You Don’t Have to Pay Exquisite Disarray to Read Your Poems

Your Book Could Be Next

Like so many publishers that deserve our attention today, Exquisite Disarray, is a non-profit. They deserve our attention because they are publishing beautiful, thoughtful, image-rich, linguistically refined art. Non-profit publishers don’t  need to sell their works in large numbers–don’t need to appeal to the boorish majority–because they are able to convince entities to donate money. In this case, the Tacoma Arts Commission is a primary funder. 

So far, Exquisite Disarray, which was started in 2008, has published two books, In Tahoma’s Shadow: Poems from the City of Destiny, an anthology of poems about Tacoma, and Fallow, a book of poems by William Kupinse. Exquisite Disarray is ready to publish its third book, a book of poems by a Washington writer. Manuscripts are due by May 15th, and will be read anonymously. The judge is Kathleen Flennikan, who, in addition to being a widely applauded writer and president/co-editor of Floating Bridge Press, published a poem in Willow Springs issue 61 (“Mosquito Truck”). The Exquisite Disarray book contest is the only one I know of that doesn’t ask for a reading fee. (I’d love to be proven wrong about this.) 

In order to convey some of the care and quality of the work this publisher is doing, I thought I would include a poem from Fallow, called “Similar, but Different.” In this poem, as in so many of the poems in Fallow, Kupinse combines tenderness, humor, generosity of spirit, intellectual ruminations, intimacy through immediacy, and observations on interactions between humans and nature: 

Similar, but Different
by William Kupinse

Mrs. Dalloway by Virginia Woolf
and A Portrait of the Artist as a Young Man
by James Joyce
are similar, but different,
my student writes, in lieu of a thesis. 

Yes, they are, I think; they are similar
in that both are modernist novels,
written by authors who were born
conveniently in 1882
and died obligingly in 1941. 

Yet they are different because Clarissa descends
to buy flowers herself, flowers which Stephen Dedalus
cannot afford. Some day,
the flower girl encourages him. 

Also, Clarissa is menopausal, Stephen pubescent,
and her author strolled into the River Ouse,
while Stephen’s was unlucky in a stomach operation. 

Still, when I think that all things
are similar, but different
I can begin to understand the world.
The white oaks, solid outside my Tacoma window,
bear some relation to the pin oaks of Tulsa,
but the similarity ends with leaf and bark.
Tulsa and Tacoma are similar
as names taken from first languages,
but one speaks of an old town,
the other of a great mountain. 

Today’s weather is similar to yesterday’s,
chill and leaf-scoured,
but today is the first day
of the rest of my life,
a distinction that yesterday has lost. 

America is similar to other countries
in that it has a flag, a map, and a theme song,
but it is different because it is the only country
that thinks that it is different from other countries. 
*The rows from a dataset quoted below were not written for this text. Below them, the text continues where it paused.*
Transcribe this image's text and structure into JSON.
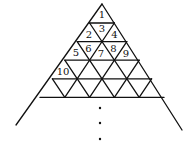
{
  "diagram": {
    "type": "triangular-grid-pyramid",
    "rows_drawn": 5,
    "labels": [
      {
        "text": "1",
        "row": 1,
        "index": 1
      },
      {
        "text": "2",
        "row": 2,
        "index": 1
      },
      {
        "text": "3",
        "row": 2,
        "index": 2
      },
      {
        "text": "4",
        "row": 2,
        "index": 3
      },
      {
        "text": "5",
        "row": 3,
        "index": 1
      },
      {
        "text": "6",
        "row": 3,
        "index": 2
      },
      {
        "text": "7",
        "row": 3,
        "index": 3
      },
      {
        "text": "8",
        "row": 3,
        "index": 4
      },
      {
        "text": "9",
        "row": 3,
        "index": 5
      },
      {
        "text": "10",
        "row": 4,
        "index": 1
      }
    ],
    "continuation": "vertical ellipsis (three dots) below the grid, outer edges extend downward"
  }
}
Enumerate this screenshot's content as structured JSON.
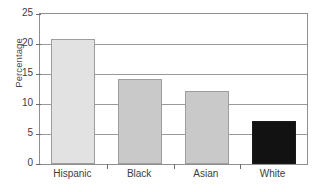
{
  "chart_data": {
    "type": "bar",
    "title": "",
    "xlabel": "",
    "ylabel": "Percentage",
    "categories": [
      "Hispanic",
      "Black",
      "Asian",
      "White"
    ],
    "values": [
      20.8,
      14.2,
      12.1,
      7.2
    ],
    "ylim": [
      0,
      25
    ],
    "yticks": [
      0,
      5,
      10,
      15,
      20,
      25
    ],
    "ytick_labels": [
      "0",
      "5",
      "10",
      "15",
      "20",
      "25"
    ],
    "grid": true,
    "legend": "none",
    "bar_colors": [
      "#e2e2e2",
      "#c9c9c9",
      "#c9c9c9",
      "#121212"
    ],
    "bar_border_colors": [
      "#9d9d9d",
      "#9d9d9d",
      "#9d9d9d",
      "#1a1a1a"
    ]
  },
  "axes": {
    "frame_color": "#8f8f8f",
    "gridline_color": "#9a9a9a",
    "tick_color": "#6b6b6b",
    "text_color": "#3d3d3d"
  }
}
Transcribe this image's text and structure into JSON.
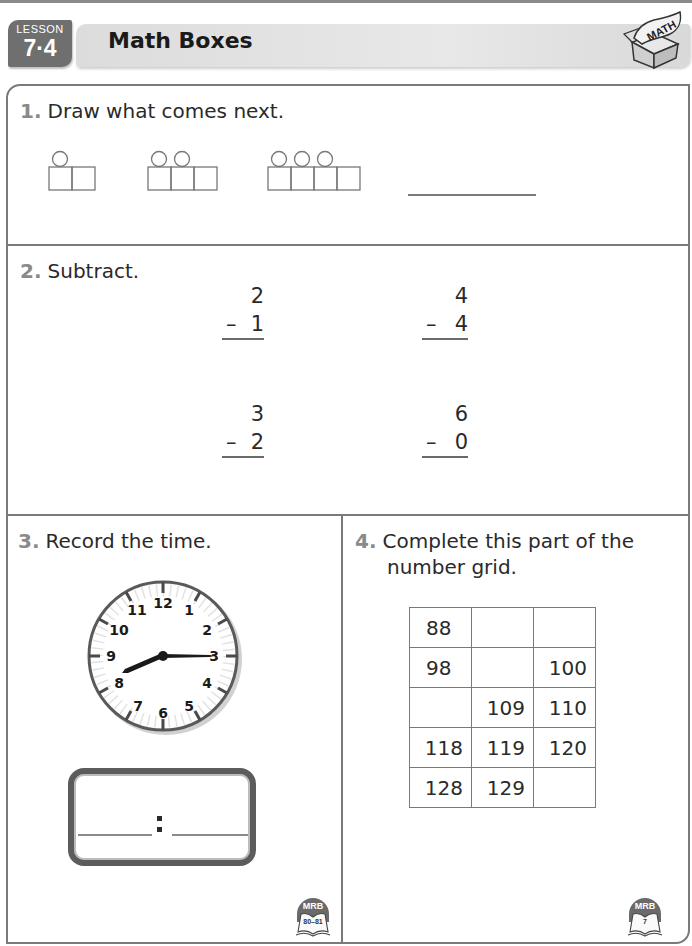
{
  "header": {
    "lesson_label": "LESSON",
    "lesson_number": "7·4",
    "title": "Math Boxes",
    "logo_text": "MATH"
  },
  "problems": [
    {
      "number": "1.",
      "prompt": "Draw what comes next.",
      "pattern": [
        {
          "circles": 1,
          "squares": 2
        },
        {
          "circles": 2,
          "squares": 3
        },
        {
          "circles": 3,
          "squares": 4
        }
      ],
      "answer_blank": ""
    },
    {
      "number": "2.",
      "prompt": "Subtract.",
      "items": [
        {
          "top": "2",
          "operator": "–",
          "bottom": "1"
        },
        {
          "top": "4",
          "operator": "–",
          "bottom": "4"
        },
        {
          "top": "3",
          "operator": "–",
          "bottom": "2"
        },
        {
          "top": "6",
          "operator": "–",
          "bottom": "0"
        }
      ]
    },
    {
      "number": "3.",
      "prompt": "Record the time.",
      "clock": {
        "numbers": [
          "12",
          "1",
          "2",
          "3",
          "4",
          "5",
          "6",
          "7",
          "8",
          "9",
          "10",
          "11"
        ],
        "hour_hand_points_to": "between 8 and 9",
        "minute_hand_points_to": "3"
      },
      "time_answer": {
        "hours": "",
        "separator": ":",
        "minutes": ""
      },
      "reference": {
        "badge": "MRB",
        "pages": "80–81"
      }
    },
    {
      "number": "4.",
      "prompt_line1": "Complete this part of the",
      "prompt_line2": "number grid.",
      "grid": [
        [
          "88",
          "",
          ""
        ],
        [
          "98",
          "",
          "100"
        ],
        [
          "",
          "109",
          "110"
        ],
        [
          "118",
          "119",
          "120"
        ],
        [
          "128",
          "129",
          ""
        ]
      ],
      "reference": {
        "badge": "MRB",
        "pages": "7"
      }
    }
  ]
}
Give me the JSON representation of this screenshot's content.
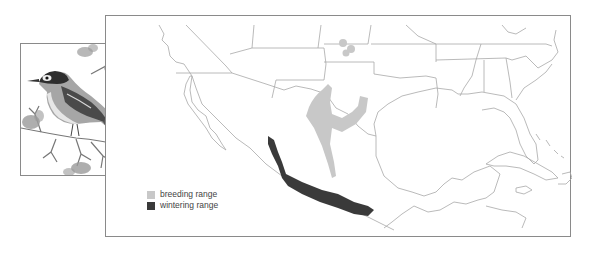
{
  "figure": {
    "type": "species range map",
    "region": "Southern United States, Mexico, Central America and Caribbean"
  },
  "illustration": {
    "subject": "songbird perched on flowering branch",
    "style": "grayscale pencil drawing"
  },
  "legend": {
    "items": [
      {
        "label": "breeding range",
        "color": "#c8c8c8"
      },
      {
        "label": "wintering range",
        "color": "#3a3a3a"
      }
    ]
  },
  "colors": {
    "frame_border": "#8a8a8a",
    "borders": "#a8a8a8",
    "breeding": "#c8c8c8",
    "wintering": "#3a3a3a"
  }
}
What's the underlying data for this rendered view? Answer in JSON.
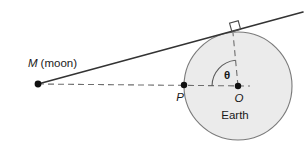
{
  "figure": {
    "type": "geometry-diagram",
    "background_color": "#ffffff"
  },
  "labels": {
    "moon": "M (moon)",
    "moon_symbol": "M",
    "moon_word": "(moon)",
    "point_p": "P",
    "point_o": "O",
    "theta": "θ",
    "earth": "Earth"
  },
  "colors": {
    "stroke": "#3a3a3a",
    "earth_fill": "#ebebeb",
    "earth_stroke": "#7a7a7a",
    "dashed": "#6e6e6e",
    "text": "#1a1a1a",
    "point_fill": "#111111"
  },
  "geometry": {
    "earth_circle": {
      "cx": 238,
      "cy": 86,
      "r": 54
    },
    "moon_point": {
      "x": 38,
      "y": 84
    },
    "point_p": {
      "x": 184,
      "y": 85
    },
    "point_o": {
      "x": 238,
      "y": 86
    },
    "tangent_point": {
      "x": 233,
      "y": 32
    },
    "tangent_line": {
      "x1": 38,
      "y1": 84,
      "x2": 302,
      "y2": 12
    },
    "sight_line_dashed": {
      "x1": 38,
      "y1": 84,
      "x2": 238,
      "y2": 86
    },
    "radius_dashed": {
      "x1": 238,
      "y1": 86,
      "x2": 233,
      "y2": 32
    },
    "angle_arc_radius": 26,
    "right_angle_marker_size": 8
  }
}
And you, my love, whose breathing during sleep
makes rise and fall the blanket on the couch,
while I hunch next to you with pen in hand,
you are different, because,
were you awake and I asleep,
instead of scratching out a poem,
you’d open up a box of paints. 

I hope you submit. I hope you win. I hope we all buy copies of Exquisite Disarray’s next book.

3 Responses to “You Don’t Have to Pay Exquisite Disarray to Read Your Poems”

  1. JaimeRWood says:

    Thanks for this, Shira. I didn’t even know this press existed. I’ll be sure to check them out.

    • Shira Richman says:

      Jaime, I hope you take this contest by storm. I just realized I have probably been misspelling your lovely name. Sorry. I wonder what taking the contest by storm might actually might look like. I picture fragments of manuscripts swirling around an ivory tower.

      • JaimeRWood says:

        No worries. Everyone misspells it at least once, and if they don’t they mistake me for a guy because in Hispanic communities Jaime is a very masculine name. I get junk mail all the time addressed to Mr. Jaime Wood. Oh well!

        Anyhow, I may actually have a manuscript ready by May 15th. My thesis is coming along. So I’m excited to find out about a contest that I can afford to enter!